NCCLMulti-GPU collective communication (all-reduce, broadcast, scatter)Albor trains on a single RTX 4090. No multi-GPU communication needed. For future multi-GPU work, repartir would implement ring all-reduce directly.
torch.distributedDistributed training orchestration (DDP, FSDP)Single-GPU training. The model (370M params, ~1.5 GB) fits entirely in 24 GB VRAM with optimizer states.
Weights & BiasesExperiment tracking, dashboardsrenacer provides structured tracing with BrickTracer spans. presentar provides TUI dashboards and WASM visualization.

The GPU interface: The sovereign stack talks to NVIDIA hardware through two interfaces only:

  1. CUDA Driver API (libcuda.so) — Memory allocation, kernel launch, stream management, device queries. This is the lowest stable NVIDIA API. trueno binds it directly via Rust FFI — no CUDA Runtime API (libcudart) dependency.

  2. cuBLAS (libcublas.so) — Matrix multiplication (GEMM). The only NVIDIA library used for compute. trueno wraps it with a safe Rust API (CublasHandle, CublasGemm) that enforces correct argument order at the type level. cuBLAS replaced hand-written PTX GEMMs in ALB-075, improving throughput from 890 tok/s to 6,700 tok/s (7.5x).

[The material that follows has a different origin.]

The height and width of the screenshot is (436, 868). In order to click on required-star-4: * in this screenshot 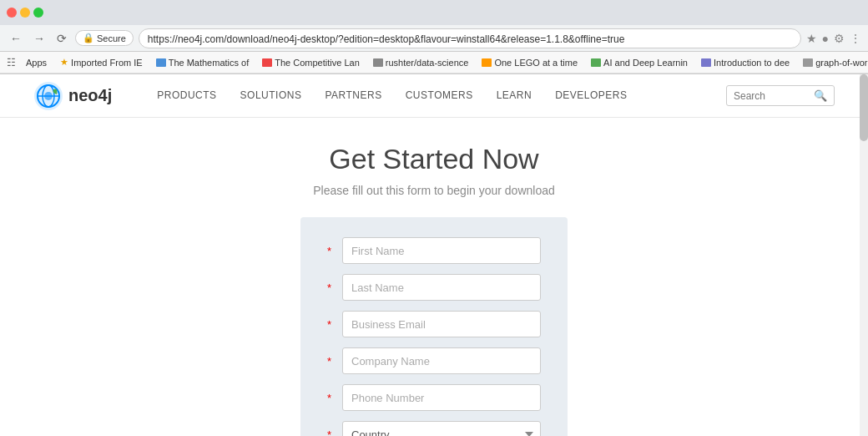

What this means in practice: The entire training binary is a single statically-linked Rust executable (~15 MB). It has no Python interpreter, no pip packages, no conda environment, no Docker container, no version conflicts between PyTorch and CUDA toolkit. cargo build --release produces a binary that runs training. The only runtime dependencies are libcuda.so (NVIDIA driver) and libcublas.so (ships with the driver).